Kim carefully removes the dirt with a hoe to expose M3 anti-personnel mines in the ground. The mines have a maximum fatality radius of 40 meters.

Seven anti-tank mines and 10 anti-personnel mines can be seen around a remote grave in the woods. They appear to have been cleared when the grave was dug in 2001.

The area around a landscape tree farm in front of the village -- a hill region that was recently cleared -- is another former minefield. M7 anti-tank blast mines were discovered uncomfortably close to cultivator and tractor tracks there. Around twenty mines were clearly visible in the farmers’ rest area between the farm and a ginseng field, on the unpaved roads, and on the slopes. The mines found nearby had had their detonators removed by Eco Horizon after it discovered them in the ground during a survey of the DMZ region between March and December 2014.

“About thirty percent of the US mines that were found had live detonators,” said Kim, who participated in the survey.

According to Eco Horizon, the offices of Justice Party lawmaker Shim Sang-jung, and military sources, most of the US mines in the CCZ area were placed there during the Korean War and during the Cold War years of the early 1960s, just after the Cuban Missile Crisis. Information was not handed over when USFK pulled out of the CCZ in the early ’70s, resulting in the mines remaining unconfirmed and outside of South Korean military management. Eco Horizon estimates around 100,000 of these neglected US mines in the DMZ area around Paju alone; adding in the CCZ regions of Yeoncheon and Gangwon Province brings the number closer to 600,000. Somewhere between one million and 1.2 million mines are estimated to have been planted by South Korea, which would mean that US mines account for the difference after factoring out 600,000 forward mines placed by the South Korean military and another 60,402 in 39 rear air defense bases. In the latter case, removal efforts by the Ministry of National Defense have resulted in 57,314 being cleared as of last year. The other 3,088 remain unaccounted for, their whereabouts unknown.

Recent development around the CCZ has resulted in unaccounted-for mines becoming a threat not only to residents and farmers, but also to tourists visiting the DMZ.

“A lot of times when they‘re doing construction and find a mine, they don’t report it because they think it’s going to be a hassle for them,” explained the resident of one CCZ village. “So they’ll bury it deep in the ground instead, or find some other way of getting rid of it.”

“I remember getting a shock last year when one of the tourists picked up a mine off the side of the road,” the resident added.

Indeed, twenty-one people have been injured or killed in the Gyeonggi Province and Incheon areas over the past five years as a result of mine accidents. In one July 14 case, residents were injured by a mine explosion while they were burning scrap plastic in Paju‘s Jindong township. An Eco Horizon analysis of accident records showed 289 deaths and 253 injuries to civilians as a result of mines - a number it predicts would go over one thousand if soldiers and unconfirmed accidents are factored in.

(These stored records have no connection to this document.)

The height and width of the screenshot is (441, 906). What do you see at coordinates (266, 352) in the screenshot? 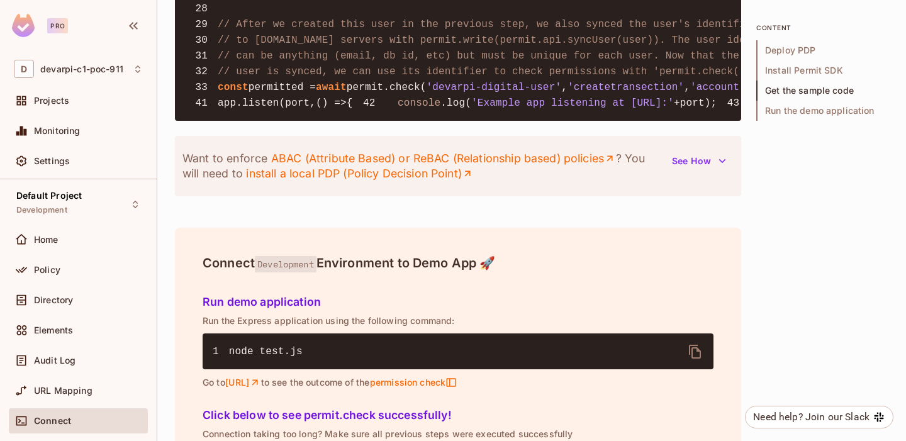
I see `span: node test.js` at bounding box center [266, 352].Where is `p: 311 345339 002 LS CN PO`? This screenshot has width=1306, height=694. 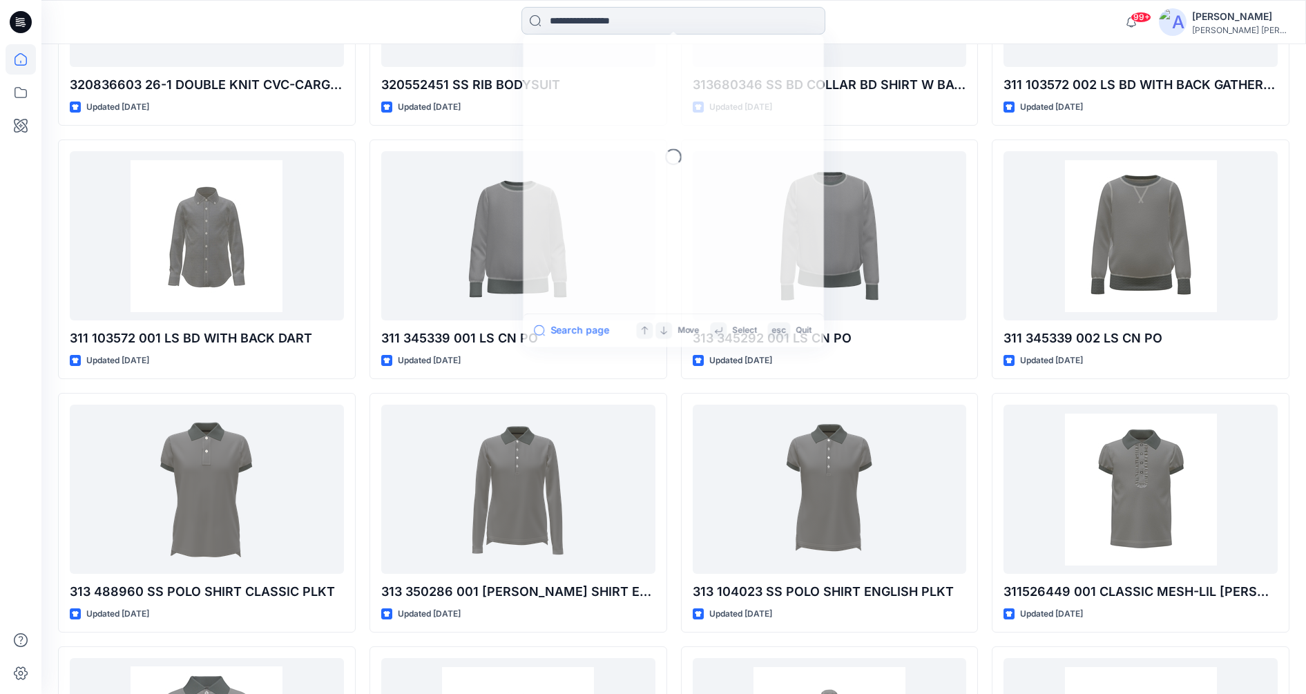
p: 311 345339 002 LS CN PO is located at coordinates (1140, 338).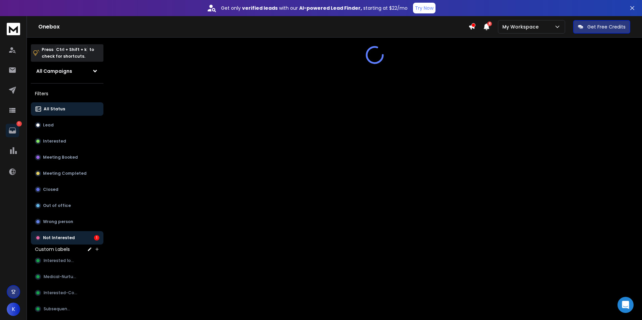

“Even taking into account that we’re in the unique situation of having a divided country, the mines around the rear lifestyle and leisure zones that aren’t needed for military operations, and the ones around the rice paddies of the CCZ, ought to be removed for the sake of citizen safety,” said Jeong In-cheol, head of Eco Horizon’s policy team.

“We have no way of knowing the whole story about whether USFK handed over its planting information or not, but we do know that the mines come from the US military, and as the ones who provided the source the US should take responsibility,” Jeong added.

Eco Horizon is currently considering filing suit against the US to demand damages for mine victims.

Shim Sang-jung said the 70th anniversary of South Korea’s division was “an occasion for the government, the National Assembly, and the public to work together in investigating the distribution of mines around civilian regions and planning for their management.”

“The US has already paid for disposing of leftover explosives in the Philippines, and it’s signed the Ottawa Treaty banning anti-personnel mines,” Sim added. “It’s only right that it should bear the costs for clearing these mines.”